What to do about a low metal star whose system is dominated by two massive planets? HD 155358 contains only 20 percent of the metal content of our Sun. Such a finding may favor the rival disk instability model. Here the notion is that the rotating disk of gas and dust in a protoplanetary system becomes unstable not long after it forms, causing it to fragment. As clumps begin to appear, they become large enough to cause their gases to collapse under gravitational forces. And you wind up with a planet forming quite quickly, perhaps in as little as a few centuries.
But the University of Texas team that discovered the two Jupiter-like planets around HD 155358 doesn’t rule out core accretion.

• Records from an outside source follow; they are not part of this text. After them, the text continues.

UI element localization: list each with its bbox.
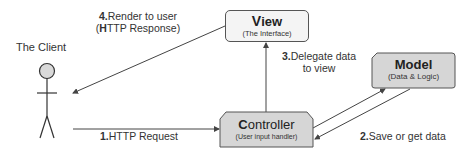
node-title: C	[238, 117, 247, 132]
edge-label-delegate: 3.Delegate data to view	[278, 50, 360, 74]
controller-node: Controller (User input handler)	[220, 112, 313, 147]
edge-label-http-request: 1.HTTP Request	[100, 130, 178, 142]
edge-text: Save or get data	[369, 130, 446, 142]
edge-number: 3.	[282, 50, 291, 62]
edge-text: TTP Response)	[107, 22, 180, 34]
node-title: odel	[406, 57, 433, 72]
edge-text: Render to user	[108, 10, 177, 22]
client-stick-figure	[37, 64, 57, 139]
node-title: V	[252, 13, 261, 29]
node-title: ontroller	[248, 117, 295, 132]
edge-text: H	[99, 22, 107, 34]
edge-text: Delegate data	[291, 50, 356, 62]
edge-number: 2.	[360, 130, 369, 142]
edge-text: HTTP Request	[109, 130, 178, 142]
head-icon	[40, 64, 55, 79]
edge-number: 4.	[99, 10, 108, 22]
edge-number: 1.	[100, 130, 109, 142]
node-title: M	[395, 57, 406, 72]
edge-label-save-get: 2.Save or get data	[360, 130, 446, 142]
node-title: iew	[261, 14, 282, 29]
edge-text: to view	[278, 62, 360, 74]
arrow-save-data	[313, 89, 385, 128]
node-subtitle: (User input handler)	[220, 132, 313, 141]
client-label: The Client	[16, 41, 66, 53]
node-subtitle: (The Interface)	[226, 29, 308, 38]
view-node: View (The Interface)	[225, 10, 309, 42]
edge-label-render: 4.Render to user (HTTP Response)	[88, 10, 188, 34]
model-node: Model (Data & Logic)	[372, 53, 455, 88]
node-subtitle: (Data & Logic)	[372, 72, 455, 82]
arrow-render-to-user	[73, 26, 225, 93]
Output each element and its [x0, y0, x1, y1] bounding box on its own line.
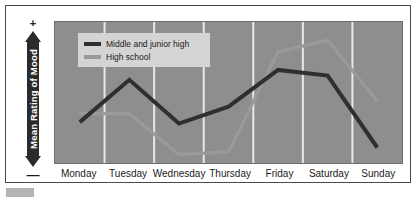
- legend-item-middle-junior-high: Middle and junior high: [84, 37, 204, 50]
- x-axis-label-friday: Friday: [255, 166, 304, 182]
- mood-rating-line-chart-figure: + Mean Rating of Mood — Middle and junio…: [0, 0, 417, 200]
- x-axis-label-wednesday: Wednesday: [153, 166, 206, 182]
- x-axis-label-saturday: Saturday: [304, 166, 353, 182]
- y-axis-positive-sign: +: [18, 18, 48, 28]
- chart-card: + Mean Rating of Mood — Middle and junio…: [5, 5, 411, 183]
- x-axis-label-tuesday: Tuesday: [103, 166, 152, 182]
- scan-artifact: [6, 188, 34, 197]
- x-axis-label-sunday: Sunday: [354, 166, 403, 182]
- y-axis-negative-sign: —: [18, 170, 48, 180]
- legend: Middle and junior high High school: [78, 33, 210, 67]
- x-axis-label-thursday: Thursday: [205, 166, 254, 182]
- y-axis-double-arrow-icon: Mean Rating of Mood: [25, 31, 41, 167]
- series-line-middle-and-junior-high: [80, 70, 377, 148]
- legend-item-high-school: High school: [84, 50, 204, 63]
- x-axis-labels: MondayTuesdayWednesdayThursdayFridaySatu…: [54, 166, 403, 182]
- legend-swatch-high-school: [84, 55, 101, 59]
- legend-swatch-middle-junior-high: [84, 42, 101, 46]
- y-axis-label: Mean Rating of Mood: [28, 49, 39, 149]
- arrow-down-icon: [25, 156, 41, 167]
- y-axis: + Mean Rating of Mood —: [18, 18, 48, 180]
- legend-label-middle-junior-high: Middle and junior high: [106, 39, 189, 49]
- legend-label-high-school: High school: [106, 52, 150, 62]
- x-axis-label-monday: Monday: [54, 166, 103, 182]
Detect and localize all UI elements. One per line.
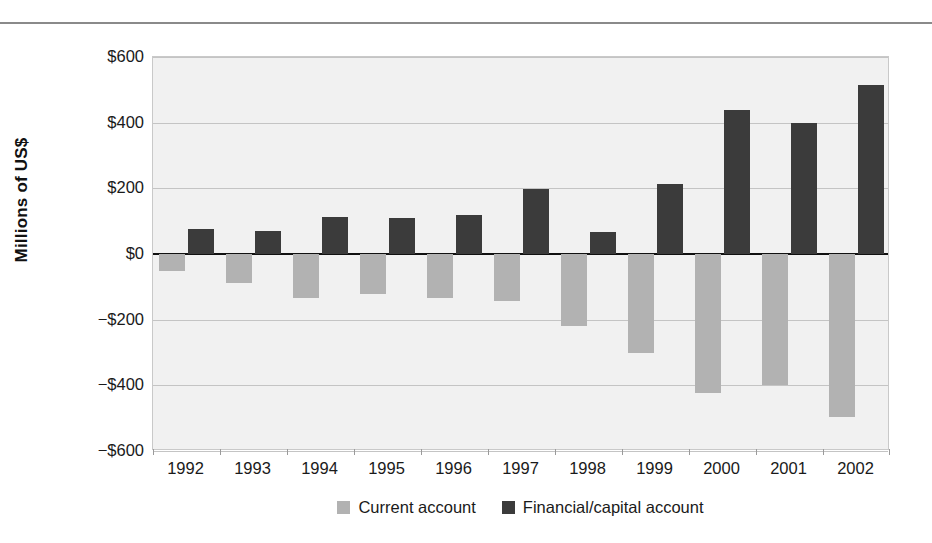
x-tick-label: 1999 <box>620 459 690 478</box>
bar-current-account <box>226 254 252 283</box>
x-tick-mark <box>823 449 824 455</box>
bar-group <box>555 57 622 449</box>
y-tick-label: $200 <box>54 178 144 197</box>
bar-group <box>153 57 220 449</box>
y-axis-tick-labels: $600$400$200$0−$200−$400−$600 <box>48 56 144 450</box>
bar-group <box>689 57 756 449</box>
bar-financial-capital-account <box>389 218 415 254</box>
x-tick-mark <box>421 449 422 455</box>
chart-legend: Current accountFinancial/capital account <box>152 498 889 517</box>
bar-financial-capital-account <box>858 85 884 254</box>
bars-layer <box>153 57 888 449</box>
x-tick-mark <box>555 449 556 455</box>
bar-financial-capital-account <box>590 232 616 254</box>
bar-financial-capital-account <box>791 123 817 254</box>
bar-current-account <box>762 254 788 385</box>
y-tick-label: −$600 <box>54 441 144 460</box>
y-tick-label: $400 <box>54 112 144 131</box>
x-tick-label: 1998 <box>553 459 623 478</box>
legend-swatch-current <box>337 501 350 514</box>
x-tick-mark <box>220 449 221 455</box>
legend-label: Current account <box>358 498 475 517</box>
bar-current-account <box>293 254 319 298</box>
bar-group <box>287 57 354 449</box>
bar-group <box>354 57 421 449</box>
bar-financial-capital-account <box>188 229 214 254</box>
x-tick-label: 2001 <box>754 459 824 478</box>
bar-financial-capital-account <box>657 184 683 254</box>
bar-current-account <box>561 254 587 326</box>
bar-current-account <box>829 254 855 417</box>
legend-entry: Financial/capital account <box>502 498 704 517</box>
x-tick-mark <box>287 449 288 455</box>
bar-financial-capital-account <box>456 215 482 254</box>
gridline <box>153 451 888 452</box>
x-tick-label: 1993 <box>218 459 288 478</box>
bar-group <box>220 57 287 449</box>
x-tick-mark <box>622 449 623 455</box>
bar-financial-capital-account <box>322 217 348 254</box>
bar-current-account <box>159 254 185 271</box>
legend-label: Financial/capital account <box>523 498 704 517</box>
bar-chart-figure: Millions of US$ $600$400$200$0−$200−$400… <box>0 0 932 543</box>
x-tick-mark <box>756 449 757 455</box>
x-tick-label: 1994 <box>285 459 355 478</box>
y-tick-label: $600 <box>54 47 144 66</box>
legend-swatch-financial <box>502 501 515 514</box>
bar-group <box>488 57 555 449</box>
x-tick-mark <box>689 449 690 455</box>
x-tick-label: 2002 <box>821 459 891 478</box>
x-tick-mark <box>153 449 154 455</box>
bar-current-account <box>695 254 721 393</box>
x-tick-mark <box>354 449 355 455</box>
x-tick-label: 1992 <box>151 459 221 478</box>
legend-entry: Current account <box>337 498 475 517</box>
bar-group <box>823 57 890 449</box>
plot-area <box>152 56 889 450</box>
x-tick-mark <box>488 449 489 455</box>
x-tick-label: 1996 <box>419 459 489 478</box>
bar-group <box>622 57 689 449</box>
x-tick-label: 1997 <box>486 459 556 478</box>
y-tick-label: $0 <box>54 244 144 263</box>
bar-group <box>421 57 488 449</box>
bar-group <box>756 57 823 449</box>
y-tick-label: −$200 <box>54 309 144 328</box>
x-tick-label: 2000 <box>687 459 757 478</box>
bar-current-account <box>628 254 654 353</box>
x-tick-mark <box>889 449 890 455</box>
y-axis-title: Millions of US$ <box>12 100 32 300</box>
x-axis-tick-labels: 1992199319941995199619971998199920002001… <box>152 459 889 485</box>
bar-financial-capital-account <box>724 110 750 254</box>
bar-current-account <box>360 254 386 294</box>
bar-financial-capital-account <box>523 189 549 254</box>
y-tick-label: −$400 <box>54 375 144 394</box>
bar-current-account <box>494 254 520 301</box>
x-tick-label: 1995 <box>352 459 422 478</box>
bar-financial-capital-account <box>255 231 281 254</box>
bar-current-account <box>427 254 453 298</box>
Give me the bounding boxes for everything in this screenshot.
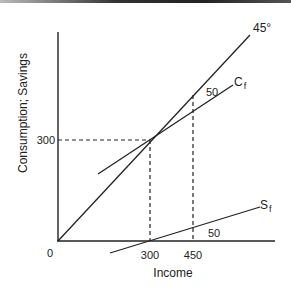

That model, which works on much longer timescales, says that a Jupiter-like planet gradually forms by accumulation of solid materials into a core that develops over about a million years, finally reaching the point where its gravity is large enough to pull large amounts of gas along with it. A gas giant forms, though in a few million years rather than a few hundred.
Nonetheless, if the two new planets did form through core accretion, the results are unusual, since the star has little of the material needed for that kind of planet-building. But maybe what’s significant here isn’t just the metallicity of the star in question but the size of the protoplanetary disk, says Michael Endl (University of Texas at Austin):
“The major result of our discovery is that these planets required a very massive disk to form, several times more massive than we think our solar system disk was. This demonstrates that disk masses can vary significantly and might even be the most crucial factor in planet formation.”
The core accretion/disk instability argument has a long run ahead of it, though core accretion seems to have the upper hand in most exoplanetary systems we’ve examined thus far. As for the new planets, one is at least 90 percent the mass of Jupiter and orbits at about 0.6 AU, while the other appears to have half of Jupiter’s mass, orbiting at 1.2 AU. HD 155358 is somewhat hotter than the Sun but also less massive. The Texas team estimates its age at some 10 billion years, though we’ve seen recently how much play there can be in stellar age calculations.
The paper on this discovery is Cochran et al., “A Planetary System Around HD 155358: The Lowest Metallicity Planet Host Star,” in press at The Astrophysical Journal and available online. The intricate orbital resonances of these two worlds — when one planet’s orbit becomes more circular, the other becomes more eccentric — make for interesting reading here.